Protecting gender and identity with disentangled speech representations
This addresses privacy concerns for individuals in speech processing applications, but it is incremental as it builds on existing disentangled representation learning methods.
The paper tackled the problem of protecting sensitive biometric information in speech by learning privacy-preserving representations, showing that encoding gender information is more effective than speaker-identity alone, with experiments on LibriSpeech reducing gender recognition and speaker verification to random guess accuracy.
Besides its linguistic content, our speech is rich in biometric information that can be inferred by classifiers. Learning privacy-preserving representations for speech signals enables downstream tasks without sharing unnecessary, private information about an individual. In this paper, we show that protecting gender information in speech is more effective than modelling speaker-identity information only when generating a non-sensitive representation of speech. Our method relies on reconstructing speech by decoding linguistic content along with gender information using a variational autoencoder. Specifically, we exploit disentangled representation learning to encode information about different attributes into separate subspaces that can be factorised independently. We present a novel way to encode gender information and disentangle two sensitive biometric identifiers, namely gender and identity, in a privacy-protecting setting. Experiments on the LibriSpeech dataset show that gender recognition and speaker verification can be reduced to a random guess, protecting against classification-based attacks.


* _EXERCISE AIM_: Lines below that include "parts" are the answer; copy each one.

* _DATA_:

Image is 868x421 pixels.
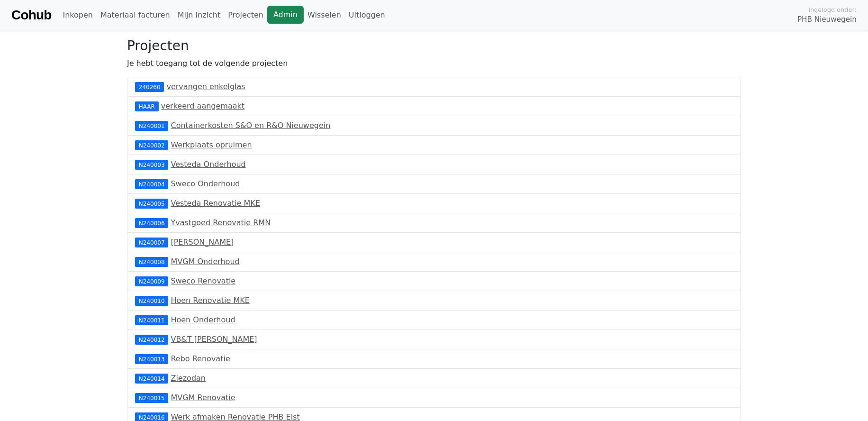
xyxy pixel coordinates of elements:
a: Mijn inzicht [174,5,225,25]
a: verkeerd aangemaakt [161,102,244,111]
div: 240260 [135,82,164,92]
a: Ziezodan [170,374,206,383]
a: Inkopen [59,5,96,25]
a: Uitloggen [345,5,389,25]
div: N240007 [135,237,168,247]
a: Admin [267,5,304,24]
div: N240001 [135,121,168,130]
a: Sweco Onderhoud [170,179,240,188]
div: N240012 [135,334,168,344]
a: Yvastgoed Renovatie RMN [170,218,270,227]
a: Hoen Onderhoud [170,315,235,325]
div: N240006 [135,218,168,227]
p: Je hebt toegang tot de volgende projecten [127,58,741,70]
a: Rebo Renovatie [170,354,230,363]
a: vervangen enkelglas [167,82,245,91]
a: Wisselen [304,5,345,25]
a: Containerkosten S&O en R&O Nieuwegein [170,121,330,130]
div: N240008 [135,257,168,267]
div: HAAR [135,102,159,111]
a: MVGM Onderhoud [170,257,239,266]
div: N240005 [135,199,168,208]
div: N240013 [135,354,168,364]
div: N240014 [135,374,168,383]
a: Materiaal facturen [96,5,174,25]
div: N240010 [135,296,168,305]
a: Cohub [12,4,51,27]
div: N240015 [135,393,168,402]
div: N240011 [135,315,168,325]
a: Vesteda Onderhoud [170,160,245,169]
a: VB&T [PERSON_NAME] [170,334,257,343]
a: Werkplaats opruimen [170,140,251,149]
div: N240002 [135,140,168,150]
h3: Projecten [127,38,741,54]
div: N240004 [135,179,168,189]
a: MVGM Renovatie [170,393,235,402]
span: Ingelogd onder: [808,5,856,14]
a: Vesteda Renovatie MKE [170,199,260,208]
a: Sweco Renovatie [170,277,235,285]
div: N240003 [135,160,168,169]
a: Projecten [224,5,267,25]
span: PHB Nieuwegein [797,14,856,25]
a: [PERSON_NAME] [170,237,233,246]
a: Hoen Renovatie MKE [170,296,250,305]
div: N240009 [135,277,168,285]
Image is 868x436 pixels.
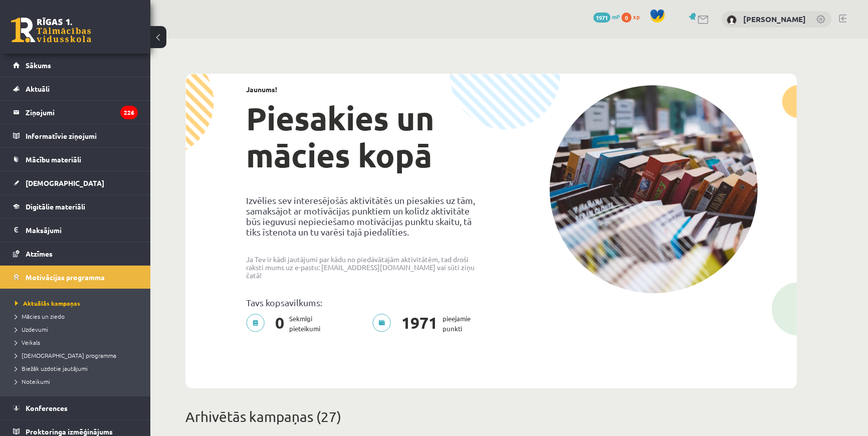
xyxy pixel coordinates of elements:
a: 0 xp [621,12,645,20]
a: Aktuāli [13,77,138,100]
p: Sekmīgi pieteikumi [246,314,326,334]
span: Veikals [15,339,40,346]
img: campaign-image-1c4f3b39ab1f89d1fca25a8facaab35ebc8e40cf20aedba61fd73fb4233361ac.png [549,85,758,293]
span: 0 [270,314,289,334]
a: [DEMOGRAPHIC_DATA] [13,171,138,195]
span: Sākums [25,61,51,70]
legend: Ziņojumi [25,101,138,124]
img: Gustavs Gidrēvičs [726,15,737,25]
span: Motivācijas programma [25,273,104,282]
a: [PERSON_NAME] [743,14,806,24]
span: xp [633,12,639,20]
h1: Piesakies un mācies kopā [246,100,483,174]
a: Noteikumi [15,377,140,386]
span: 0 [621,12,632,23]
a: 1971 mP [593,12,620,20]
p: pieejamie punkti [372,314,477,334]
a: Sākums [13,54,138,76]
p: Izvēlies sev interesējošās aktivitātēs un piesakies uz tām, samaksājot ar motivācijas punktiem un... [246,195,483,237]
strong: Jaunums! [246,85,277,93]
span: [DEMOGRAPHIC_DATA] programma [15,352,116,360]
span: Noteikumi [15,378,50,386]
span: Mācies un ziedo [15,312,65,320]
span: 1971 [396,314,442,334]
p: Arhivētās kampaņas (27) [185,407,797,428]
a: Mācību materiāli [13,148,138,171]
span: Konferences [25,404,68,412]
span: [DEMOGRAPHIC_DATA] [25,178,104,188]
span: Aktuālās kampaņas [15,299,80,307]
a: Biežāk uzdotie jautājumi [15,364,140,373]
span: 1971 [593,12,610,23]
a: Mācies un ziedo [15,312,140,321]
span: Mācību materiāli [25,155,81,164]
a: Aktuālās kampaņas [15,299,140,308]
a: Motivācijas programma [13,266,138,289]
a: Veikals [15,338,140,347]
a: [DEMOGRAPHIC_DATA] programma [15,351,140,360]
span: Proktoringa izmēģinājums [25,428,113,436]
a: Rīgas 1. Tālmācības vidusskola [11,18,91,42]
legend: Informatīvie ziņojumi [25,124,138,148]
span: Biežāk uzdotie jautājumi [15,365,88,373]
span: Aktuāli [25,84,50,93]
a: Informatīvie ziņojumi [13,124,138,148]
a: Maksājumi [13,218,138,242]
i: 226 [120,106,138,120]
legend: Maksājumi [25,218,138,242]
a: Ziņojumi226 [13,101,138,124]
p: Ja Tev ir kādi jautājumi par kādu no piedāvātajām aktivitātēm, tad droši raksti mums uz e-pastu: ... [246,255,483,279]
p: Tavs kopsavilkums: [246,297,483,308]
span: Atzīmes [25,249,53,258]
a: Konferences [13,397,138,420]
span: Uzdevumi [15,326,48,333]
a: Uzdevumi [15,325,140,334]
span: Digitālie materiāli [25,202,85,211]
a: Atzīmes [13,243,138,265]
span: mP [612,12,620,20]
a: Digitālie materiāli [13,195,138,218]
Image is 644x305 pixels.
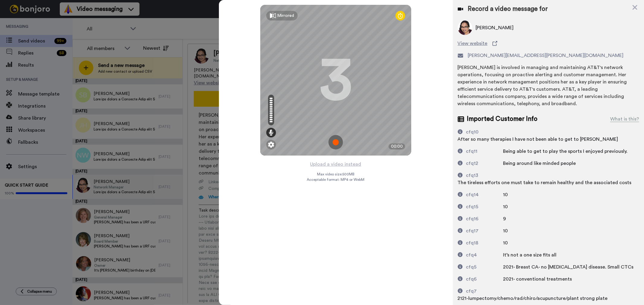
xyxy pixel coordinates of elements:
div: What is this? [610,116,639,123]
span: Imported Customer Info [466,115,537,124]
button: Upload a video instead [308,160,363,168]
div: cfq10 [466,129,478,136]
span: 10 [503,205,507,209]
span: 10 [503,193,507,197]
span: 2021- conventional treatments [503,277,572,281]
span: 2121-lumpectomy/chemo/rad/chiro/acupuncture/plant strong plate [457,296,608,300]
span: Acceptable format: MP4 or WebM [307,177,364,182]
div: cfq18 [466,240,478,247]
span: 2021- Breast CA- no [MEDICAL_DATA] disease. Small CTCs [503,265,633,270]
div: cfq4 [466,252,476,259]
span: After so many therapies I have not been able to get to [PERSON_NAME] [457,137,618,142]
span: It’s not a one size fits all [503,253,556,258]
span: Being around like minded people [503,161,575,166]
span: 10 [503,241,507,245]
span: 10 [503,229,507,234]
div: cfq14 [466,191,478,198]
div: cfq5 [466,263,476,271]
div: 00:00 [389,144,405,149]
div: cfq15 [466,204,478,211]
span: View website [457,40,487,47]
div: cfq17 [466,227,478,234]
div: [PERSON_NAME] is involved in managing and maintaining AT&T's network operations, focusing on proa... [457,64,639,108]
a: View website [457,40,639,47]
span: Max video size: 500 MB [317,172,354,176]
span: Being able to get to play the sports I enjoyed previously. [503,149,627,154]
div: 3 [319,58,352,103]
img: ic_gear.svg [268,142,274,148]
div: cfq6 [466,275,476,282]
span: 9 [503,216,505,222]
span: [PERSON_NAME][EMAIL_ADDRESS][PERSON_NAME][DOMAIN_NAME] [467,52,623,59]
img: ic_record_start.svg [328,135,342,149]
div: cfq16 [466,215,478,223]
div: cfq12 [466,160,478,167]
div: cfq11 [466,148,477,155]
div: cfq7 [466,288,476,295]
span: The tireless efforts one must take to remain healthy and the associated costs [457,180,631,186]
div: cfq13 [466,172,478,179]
==
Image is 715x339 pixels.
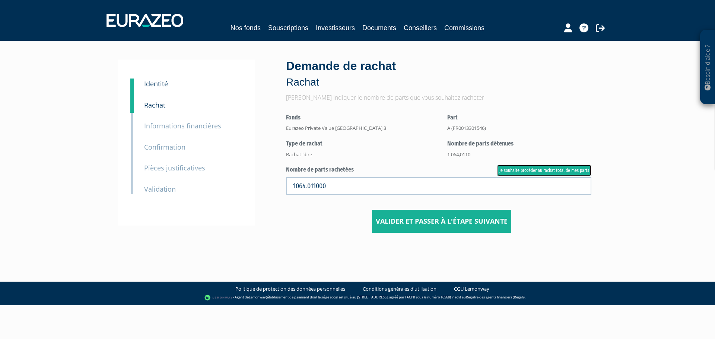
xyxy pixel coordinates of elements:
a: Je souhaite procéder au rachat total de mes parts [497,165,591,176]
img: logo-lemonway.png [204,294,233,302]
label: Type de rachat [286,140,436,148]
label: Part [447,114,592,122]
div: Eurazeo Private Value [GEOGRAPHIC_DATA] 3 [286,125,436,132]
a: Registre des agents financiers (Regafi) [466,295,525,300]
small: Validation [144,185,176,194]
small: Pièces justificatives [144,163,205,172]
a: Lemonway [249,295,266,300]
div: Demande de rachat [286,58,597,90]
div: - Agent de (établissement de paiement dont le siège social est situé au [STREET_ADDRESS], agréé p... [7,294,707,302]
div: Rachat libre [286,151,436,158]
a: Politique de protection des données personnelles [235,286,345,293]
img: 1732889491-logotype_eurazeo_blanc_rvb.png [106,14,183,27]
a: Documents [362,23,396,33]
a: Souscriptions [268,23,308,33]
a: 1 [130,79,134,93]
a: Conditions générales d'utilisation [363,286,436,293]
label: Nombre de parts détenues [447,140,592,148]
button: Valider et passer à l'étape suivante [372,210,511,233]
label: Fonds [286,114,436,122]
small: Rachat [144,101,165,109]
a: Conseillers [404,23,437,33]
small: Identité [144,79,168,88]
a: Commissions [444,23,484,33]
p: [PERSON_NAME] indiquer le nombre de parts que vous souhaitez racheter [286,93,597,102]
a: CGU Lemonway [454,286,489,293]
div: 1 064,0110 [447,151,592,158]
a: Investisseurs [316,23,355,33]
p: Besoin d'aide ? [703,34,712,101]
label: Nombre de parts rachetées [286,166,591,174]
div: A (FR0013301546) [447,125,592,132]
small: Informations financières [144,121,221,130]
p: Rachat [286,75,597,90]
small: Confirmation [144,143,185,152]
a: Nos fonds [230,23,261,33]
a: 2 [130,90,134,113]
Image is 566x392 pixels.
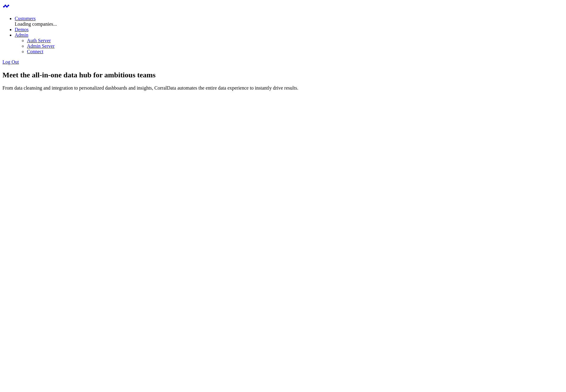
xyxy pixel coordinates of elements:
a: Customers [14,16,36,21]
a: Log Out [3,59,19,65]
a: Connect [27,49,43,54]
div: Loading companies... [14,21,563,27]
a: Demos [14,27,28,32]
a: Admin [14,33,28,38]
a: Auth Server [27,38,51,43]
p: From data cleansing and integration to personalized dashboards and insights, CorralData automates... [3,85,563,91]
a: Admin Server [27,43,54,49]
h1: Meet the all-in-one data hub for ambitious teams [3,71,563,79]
==
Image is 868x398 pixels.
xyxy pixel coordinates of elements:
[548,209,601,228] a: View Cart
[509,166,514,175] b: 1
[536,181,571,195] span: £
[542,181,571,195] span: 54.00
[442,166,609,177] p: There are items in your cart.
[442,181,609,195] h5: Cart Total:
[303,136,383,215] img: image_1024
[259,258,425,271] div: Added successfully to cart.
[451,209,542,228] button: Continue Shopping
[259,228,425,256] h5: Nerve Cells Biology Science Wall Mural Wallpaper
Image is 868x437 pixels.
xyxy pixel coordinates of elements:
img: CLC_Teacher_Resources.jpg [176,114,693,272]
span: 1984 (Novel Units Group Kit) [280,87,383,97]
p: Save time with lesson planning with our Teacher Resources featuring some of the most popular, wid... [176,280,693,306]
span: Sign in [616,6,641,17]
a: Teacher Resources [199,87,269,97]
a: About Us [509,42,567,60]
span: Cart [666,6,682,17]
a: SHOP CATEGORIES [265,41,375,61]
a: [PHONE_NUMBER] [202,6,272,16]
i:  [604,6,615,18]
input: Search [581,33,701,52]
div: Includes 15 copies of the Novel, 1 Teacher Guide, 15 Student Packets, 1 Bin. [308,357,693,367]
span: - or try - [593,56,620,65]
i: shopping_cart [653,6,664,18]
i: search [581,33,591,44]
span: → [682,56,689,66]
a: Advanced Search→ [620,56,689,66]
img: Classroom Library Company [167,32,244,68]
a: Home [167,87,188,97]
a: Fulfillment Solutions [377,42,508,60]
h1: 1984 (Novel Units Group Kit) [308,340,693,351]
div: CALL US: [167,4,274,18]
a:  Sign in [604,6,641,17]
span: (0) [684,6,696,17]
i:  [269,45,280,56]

* _PROBLEM SOLUTION_:
a: Je souhaite procéder au rachat total de mes parts [497,165,591,176]
label: Nombre de parts détenues [447,140,592,148]
p: [PERSON_NAME] indiquer le nombre de parts que vous souhaitez racheter [286,93,597,102]
label: Nombre de parts rachetées [286,166,591,174]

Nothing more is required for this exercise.